Whittemore and Roper said they never steered him that way. “Len had a sense of dignity,” Whittemore said. “He was intelligent. He knew it and I knew it. He wouldn’t have looked fondly on that. He wasn’t the type to take the easy way out.”

The basketball team was on the road so much during the spring semester that Whittemore said she sensed academic frustration among her players, especially when they were on the West Coast in mid-March participating in the first and second rounds of the NCAA tournament.

“They were getting anxious, and by that I mean depressed and angry,” she said. “They were saying, ‘How in the world am I going to catch up?’ All of them were feeling like a mountain had been shoveled on them and there was no way they were going to get out from under it. That’s something that I’d like people to know, that they were caring.”

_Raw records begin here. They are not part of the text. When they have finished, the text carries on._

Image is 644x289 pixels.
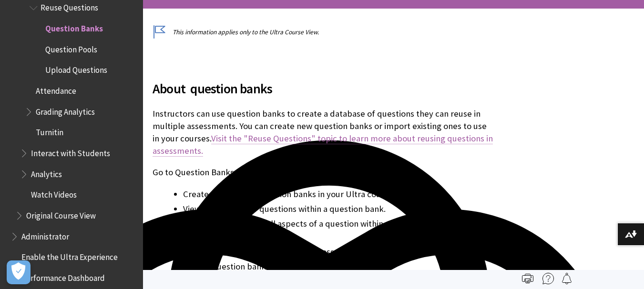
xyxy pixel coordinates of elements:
span: Performance Dashboard [21,270,105,283]
span: Question Pools [46,41,97,54]
li: Add, edit, and delete all aspects of a question within new and existing question banks. [183,217,493,244]
span: Interact with Students [31,145,110,158]
li: Import question banks from Original courses to Ultra. [183,260,493,274]
span: Turnitin [35,125,64,138]
span: Grading Analytics [35,104,95,116]
a: Visit the "Reuse Questions" topic to learn more about reusing questions in assessments. [153,133,493,157]
span: Upload Questions [46,62,107,76]
p: Go to Question Banks to: [153,167,493,179]
span: Attendance [35,83,76,96]
img: Print [522,273,534,284]
p: Instructors can use question banks to create a database of questions they can reuse in multiple a... [153,108,493,158]
span: About question banks [153,79,493,98]
li: View and search for questions within a question bank. [183,203,493,216]
span: Analytics [31,167,62,179]
p: This information applies only to the Ultra Course View. [153,27,493,37]
li: Create new, empty question banks in your Ultra courses. [183,188,493,201]
span: Administrator [21,229,69,242]
span: Question Banks [46,21,103,33]
span: Watch Videos [31,187,77,199]
li: Copy questions from other banks or assessments into a question bank. [183,246,493,259]
span: Enable the Ultra Experience [21,249,118,262]
button: Open Preferences [7,261,31,284]
span: Original Course View [26,207,96,221]
img: More help [542,273,554,284]
img: Follow this page [561,273,572,284]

One of the problems, Whittemore said, is that “it’s hard to be two places at once, and that concerns me. Depending on the sport and the schedule, all of our athletes miss class at one time or another. That’s discouraging to me as an educator, but it seems to be accepted by the world at large. . . . My feeling is that they care about class, but they are operating in an environment where it’s hard to get it done.”

Although they would not cite specific instances, both Roper and Whittemore said some of Driesell’s actions are detrimental to the players becoming properly educated and self-sufficient.” Driesell would say that’s a lie because, verbally, Lefty is supportive,” Roper said. “He says, ‘Are they going to class? Are they studying?’ . . . It’s a question of articulated values and actual practices.”